Residents of Toronto’s Ward 15 (Don Valley West) will be heading to the polls on Nov. 4 to vote in a municipal by-election. This occasionally happens in politics, and wouldn’t raise too many eyebrows in normal circumstances.

Ah, but this by-election has been somewhat different. It’s turned into a political battleground of sorts involving a former Ontario premier, a former newspaper columnist and Toronto mayoral candidate, and a Toronto District School Board chair.

How did this happen? Let’s start at the beginning.

Jaye Robinson, a longtime Toronto city councillor, had represented Ward 15 since it was created in 2018. She unexpectedly passed away on May 16. (No cause of death was revealed, but she had previously been diagnosed with “two forms of breast cancer” in 2019, according to City News Toronto.)

Toronto City Council declared her office vacant at a June 26 meeting. A by-election to fill Robinson’s seat was announced for Nov. 4.

Sixteen candidates will be on the ballot in Ward 15. The two most high-profile names are former Toronto Sun columnist Anthony Furey, who finished fourth in the 2023 Toronto mayoral by-election, and Rachel Chernos Lin, who is currently on leave as a Ward 11 school trustee and TDSB chair. Other by-election candidates include Dhruv Jain (transit policy director for TTC chair Jamaal Myers), Evan Sambasivam (former political staffer), and Sheena Sharp (former Ontario Green Party candidate).

While anything can happen in politics, the most likely scenario seemed to be that either Furey or Chernos Lin would become Ward 15’s new city councillor. The voters would make that final determination.

That is, until Kathleen Wynne decided to get involved.

According to a Sept. 9 piece by Toronto Star reporter Ben Spurr, the former Ontario Liberal premier, who represented the Don Valley West provincial riding from 2003-2022, “confirmed she had spoken with three candidates with links to the Grits about the importance of rallying behind a single challenger.” The three candidates with Liberal ties were Chernos Lin (former Ontario Liberal party director), Jain (former executive assistant to Ontario Liberal MPP Stephanie Bowman), and Sambasivam (former federal Liberal staffer and nephew of former Ontario Liberal deputy premier Deb Matthews). The reason for this, according to Spurr, was “to block right-wing pundit Anthony Furey from winning the seat.”

Why so? Several reasons were provided, including Wynne’s belief that Furey would be the wrong type of candidate for progressives and that he’s using this by-election as a stepping stone for the 2026 mayoral election. Those soft positions belie what’s mostly behind her decision to inject herself into this election campaign.

Wynne told the Star she was concerned Furey’s “right-wing ideology would not be helpful” to Ward 15 residents. Spurr, for his part, highlighted “accusations of Islamophobia over (Furey’s) columns about the threat of what he called ‘political Islam,’ as well as criticism for his ties to anti-trans activists.”

While Wynne wasn’t directly tied to this analysis, it soon became clear she was onside. A recording played by AM640 talk radio host Greg Brady (and provided by policorner.ca) on Sept. 23 heard Wynne specifically say she believed Furey was “bigoted” and “not the kind of person who we, as progressives, would want to see elected.”

Brady would have Furey and Wynne on his show to respond. The former called this description “incendiary,” but wisely took the high road to focus on building a broad-based coalition of supporters and winning the by-election. The latter kept doubling down with her foolish, unsubstantiated claims he was somehow linked to Islamophobia. She also discussed his previous role with the think tank True North, which she described as “very anti-woke, and by that I mean anti-trans, anti-gay.”

This was said in spite of Wynne admitting to Brady in their interview, “I don’t know what his personal beliefs are.” Sure could have fooled me.

As it happens, I can be of some help here. Furey and I have known each other for years. He was a fellow Sun columnist when I wrote for the paper, and served as my editor for a spell. Furey isn’t opposed to Islam and the Muslim community. He’s concerned about what many normal-thinking people, including moderate Muslims, have been troubled with for years: the growth of radical Islam, or Islamism, in our world. Meanwhile, Furey has held libertarian or modern liberal views on social issues for as long as I’ve known him. He supports same-sex marriage and the LGBT community, and I’ve never heard him say anything bad about trans people.

Maybe Wynne should have done some research before speaking out of a particular body orifice.

Oh, and there’s another crucial part to this story that has barely been discussed. Spurr’s article revealed that Wynne’s partner, Jane Rounthwaite, is chairing the “fundraising efforts” of Chernos Lin’s campaign. Want to take a wild guess who the former premier recently endorsed in Ward 15? This important tidbit of information gives one serious pause about the legitimacy of any political jockeying supposedly going on behind the scenes.

Am I surprised that Wynne, a political mediocrity who, along with Dalton McGuinty, wrecked Ontario’s economy for 15 years, would do something like this? No. But in the midst of her fury about Furey, it does say something that she hasn’t been properly called out for it…until now.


▶ REQUIRED ACTION:
Every line of the material that mentions the word "axis" should be copied out.

══════════

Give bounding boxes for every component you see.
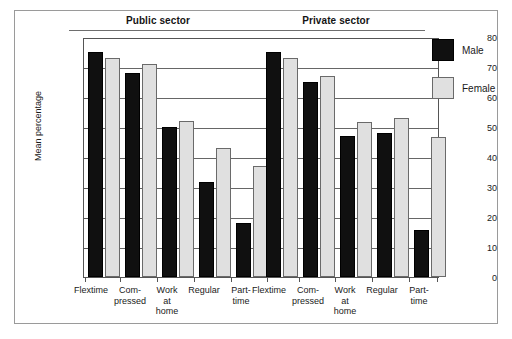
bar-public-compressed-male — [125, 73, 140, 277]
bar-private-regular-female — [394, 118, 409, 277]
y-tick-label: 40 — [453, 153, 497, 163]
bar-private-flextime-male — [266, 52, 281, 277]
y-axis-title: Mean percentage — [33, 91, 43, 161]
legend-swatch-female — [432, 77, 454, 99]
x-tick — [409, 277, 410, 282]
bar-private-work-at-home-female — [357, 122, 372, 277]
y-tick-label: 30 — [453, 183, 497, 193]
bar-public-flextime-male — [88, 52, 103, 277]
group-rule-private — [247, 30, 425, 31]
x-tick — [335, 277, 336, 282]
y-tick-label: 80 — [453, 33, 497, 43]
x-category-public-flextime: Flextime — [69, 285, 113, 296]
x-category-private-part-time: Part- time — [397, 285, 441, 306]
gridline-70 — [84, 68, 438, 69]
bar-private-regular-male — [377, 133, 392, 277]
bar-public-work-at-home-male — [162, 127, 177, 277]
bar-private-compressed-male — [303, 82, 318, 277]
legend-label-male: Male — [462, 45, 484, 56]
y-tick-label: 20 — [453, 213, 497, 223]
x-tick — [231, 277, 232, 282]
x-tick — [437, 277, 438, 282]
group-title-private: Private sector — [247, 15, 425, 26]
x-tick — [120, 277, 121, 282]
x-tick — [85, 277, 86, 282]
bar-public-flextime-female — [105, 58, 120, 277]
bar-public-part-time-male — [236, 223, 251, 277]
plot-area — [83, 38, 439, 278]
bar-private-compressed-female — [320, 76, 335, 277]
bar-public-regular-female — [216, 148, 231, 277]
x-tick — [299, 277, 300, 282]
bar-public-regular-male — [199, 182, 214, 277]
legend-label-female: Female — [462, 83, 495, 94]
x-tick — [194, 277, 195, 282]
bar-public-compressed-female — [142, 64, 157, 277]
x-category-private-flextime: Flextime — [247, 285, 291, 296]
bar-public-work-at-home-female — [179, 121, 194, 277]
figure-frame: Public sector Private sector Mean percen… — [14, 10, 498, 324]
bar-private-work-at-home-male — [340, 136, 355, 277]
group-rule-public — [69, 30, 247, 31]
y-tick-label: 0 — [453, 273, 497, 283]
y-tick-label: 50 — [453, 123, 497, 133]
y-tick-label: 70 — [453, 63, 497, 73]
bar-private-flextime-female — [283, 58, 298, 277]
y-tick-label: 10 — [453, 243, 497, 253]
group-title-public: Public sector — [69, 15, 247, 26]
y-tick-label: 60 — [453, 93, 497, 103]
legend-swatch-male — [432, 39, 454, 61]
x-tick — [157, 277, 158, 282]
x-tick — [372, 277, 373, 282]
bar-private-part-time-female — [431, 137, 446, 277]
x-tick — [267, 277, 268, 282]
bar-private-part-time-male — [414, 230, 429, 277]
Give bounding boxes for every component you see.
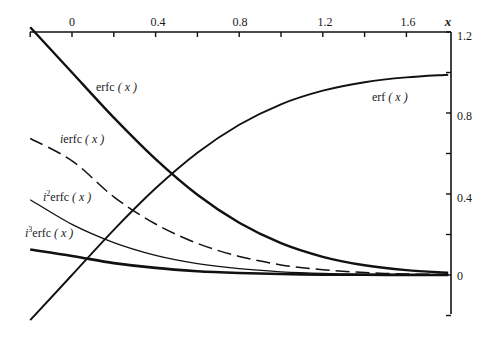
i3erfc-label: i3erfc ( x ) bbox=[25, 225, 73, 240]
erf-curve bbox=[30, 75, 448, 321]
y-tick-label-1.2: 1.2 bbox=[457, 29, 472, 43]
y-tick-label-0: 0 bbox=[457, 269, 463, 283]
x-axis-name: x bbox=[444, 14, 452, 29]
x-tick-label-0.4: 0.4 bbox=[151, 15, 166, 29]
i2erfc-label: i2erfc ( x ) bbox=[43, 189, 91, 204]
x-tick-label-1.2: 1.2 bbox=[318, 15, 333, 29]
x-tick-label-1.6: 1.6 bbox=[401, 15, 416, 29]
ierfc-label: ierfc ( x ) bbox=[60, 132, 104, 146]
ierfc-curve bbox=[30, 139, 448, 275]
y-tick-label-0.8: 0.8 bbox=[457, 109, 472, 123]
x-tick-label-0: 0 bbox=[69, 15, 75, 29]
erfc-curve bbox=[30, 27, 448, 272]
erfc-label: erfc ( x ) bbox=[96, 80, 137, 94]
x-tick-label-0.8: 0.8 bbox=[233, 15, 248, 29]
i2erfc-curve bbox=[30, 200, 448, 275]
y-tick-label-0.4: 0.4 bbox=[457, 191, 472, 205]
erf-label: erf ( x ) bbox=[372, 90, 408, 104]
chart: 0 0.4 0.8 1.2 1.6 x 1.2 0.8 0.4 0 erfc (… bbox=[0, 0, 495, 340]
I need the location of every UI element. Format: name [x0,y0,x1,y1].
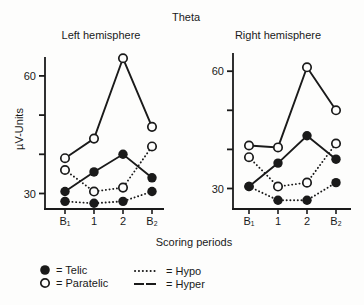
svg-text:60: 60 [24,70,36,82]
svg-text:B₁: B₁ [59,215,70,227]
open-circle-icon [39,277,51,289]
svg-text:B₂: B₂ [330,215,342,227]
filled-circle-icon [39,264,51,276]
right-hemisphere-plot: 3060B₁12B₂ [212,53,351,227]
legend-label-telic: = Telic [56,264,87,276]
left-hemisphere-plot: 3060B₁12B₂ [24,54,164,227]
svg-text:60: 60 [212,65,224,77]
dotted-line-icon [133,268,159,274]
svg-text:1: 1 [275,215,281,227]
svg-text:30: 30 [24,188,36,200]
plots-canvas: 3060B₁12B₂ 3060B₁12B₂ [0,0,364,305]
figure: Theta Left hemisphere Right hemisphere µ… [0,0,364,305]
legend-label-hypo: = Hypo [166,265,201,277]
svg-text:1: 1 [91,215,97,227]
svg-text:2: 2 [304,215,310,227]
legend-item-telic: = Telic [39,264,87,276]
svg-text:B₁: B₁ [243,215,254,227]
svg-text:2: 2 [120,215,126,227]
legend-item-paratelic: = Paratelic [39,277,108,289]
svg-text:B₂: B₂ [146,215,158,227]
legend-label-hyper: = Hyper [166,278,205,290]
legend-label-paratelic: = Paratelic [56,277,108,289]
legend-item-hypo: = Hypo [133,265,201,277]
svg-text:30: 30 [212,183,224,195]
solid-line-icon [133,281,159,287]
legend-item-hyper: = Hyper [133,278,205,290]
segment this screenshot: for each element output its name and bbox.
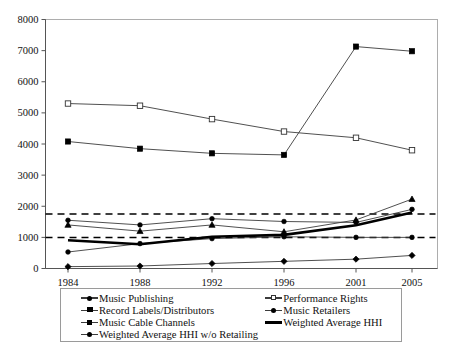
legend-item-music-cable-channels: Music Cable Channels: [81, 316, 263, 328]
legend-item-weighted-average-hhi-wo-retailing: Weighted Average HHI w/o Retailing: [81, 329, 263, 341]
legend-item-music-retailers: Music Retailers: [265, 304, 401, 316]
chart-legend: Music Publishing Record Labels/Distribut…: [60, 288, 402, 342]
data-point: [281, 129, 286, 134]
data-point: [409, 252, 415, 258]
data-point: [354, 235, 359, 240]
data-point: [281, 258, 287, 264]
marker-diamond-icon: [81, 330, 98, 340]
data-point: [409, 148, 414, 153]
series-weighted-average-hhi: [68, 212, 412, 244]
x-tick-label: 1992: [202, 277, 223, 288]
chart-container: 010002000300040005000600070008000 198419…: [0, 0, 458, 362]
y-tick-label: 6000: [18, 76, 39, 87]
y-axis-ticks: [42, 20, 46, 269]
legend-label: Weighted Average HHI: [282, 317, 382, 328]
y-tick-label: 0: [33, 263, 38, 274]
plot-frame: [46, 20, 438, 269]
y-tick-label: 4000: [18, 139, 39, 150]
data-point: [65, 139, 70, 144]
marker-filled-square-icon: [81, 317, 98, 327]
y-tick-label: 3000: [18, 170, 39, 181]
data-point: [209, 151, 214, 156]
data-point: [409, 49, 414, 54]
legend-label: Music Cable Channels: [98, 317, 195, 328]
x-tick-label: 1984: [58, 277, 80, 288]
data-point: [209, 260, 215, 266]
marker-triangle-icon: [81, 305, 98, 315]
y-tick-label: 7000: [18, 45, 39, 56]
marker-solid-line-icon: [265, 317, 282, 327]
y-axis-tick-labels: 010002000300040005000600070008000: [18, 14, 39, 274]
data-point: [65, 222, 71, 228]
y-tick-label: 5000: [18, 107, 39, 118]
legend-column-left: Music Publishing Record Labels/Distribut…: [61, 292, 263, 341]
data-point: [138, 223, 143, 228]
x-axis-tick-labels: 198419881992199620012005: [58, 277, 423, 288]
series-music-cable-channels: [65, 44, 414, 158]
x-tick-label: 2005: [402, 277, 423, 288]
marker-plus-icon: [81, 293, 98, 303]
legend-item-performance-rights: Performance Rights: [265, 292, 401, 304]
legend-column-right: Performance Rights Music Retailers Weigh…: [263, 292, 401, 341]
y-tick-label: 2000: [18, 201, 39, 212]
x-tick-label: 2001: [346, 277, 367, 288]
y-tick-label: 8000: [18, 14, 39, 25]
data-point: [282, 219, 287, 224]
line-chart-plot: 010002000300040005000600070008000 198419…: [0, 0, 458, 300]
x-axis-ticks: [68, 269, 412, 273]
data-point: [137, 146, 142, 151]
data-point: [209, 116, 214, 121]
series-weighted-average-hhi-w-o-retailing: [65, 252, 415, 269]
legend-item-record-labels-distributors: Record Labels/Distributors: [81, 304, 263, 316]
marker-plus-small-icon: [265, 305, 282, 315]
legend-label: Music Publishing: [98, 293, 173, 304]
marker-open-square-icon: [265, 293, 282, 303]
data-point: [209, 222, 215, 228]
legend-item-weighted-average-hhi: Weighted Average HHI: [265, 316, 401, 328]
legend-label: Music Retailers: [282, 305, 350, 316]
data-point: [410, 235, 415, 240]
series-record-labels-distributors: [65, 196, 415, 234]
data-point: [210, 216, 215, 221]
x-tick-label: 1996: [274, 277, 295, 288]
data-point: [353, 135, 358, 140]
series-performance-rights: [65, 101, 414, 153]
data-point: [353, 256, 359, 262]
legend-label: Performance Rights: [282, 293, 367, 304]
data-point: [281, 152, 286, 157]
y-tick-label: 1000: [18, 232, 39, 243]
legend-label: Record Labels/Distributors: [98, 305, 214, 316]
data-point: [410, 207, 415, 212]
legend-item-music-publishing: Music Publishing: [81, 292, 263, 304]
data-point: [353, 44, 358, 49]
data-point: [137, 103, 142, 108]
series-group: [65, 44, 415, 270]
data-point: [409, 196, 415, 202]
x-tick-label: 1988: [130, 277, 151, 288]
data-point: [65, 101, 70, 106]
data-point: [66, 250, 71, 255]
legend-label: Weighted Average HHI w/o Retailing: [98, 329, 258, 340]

══════════

▶ SOLUTION:
y-axis-title: Mean percentage — [33, 91, 43, 161]
x-axis-name: x bbox=[444, 14, 452, 29]
y-axis-ticks: [42, 20, 46, 269]
y-axis-tick-labels: 010002000300040005000600070008000: [18, 14, 39, 274]
x-axis-tick-labels: 198419881992199620012005: [58, 277, 423, 288]
x-axis-ticks: [68, 269, 412, 273]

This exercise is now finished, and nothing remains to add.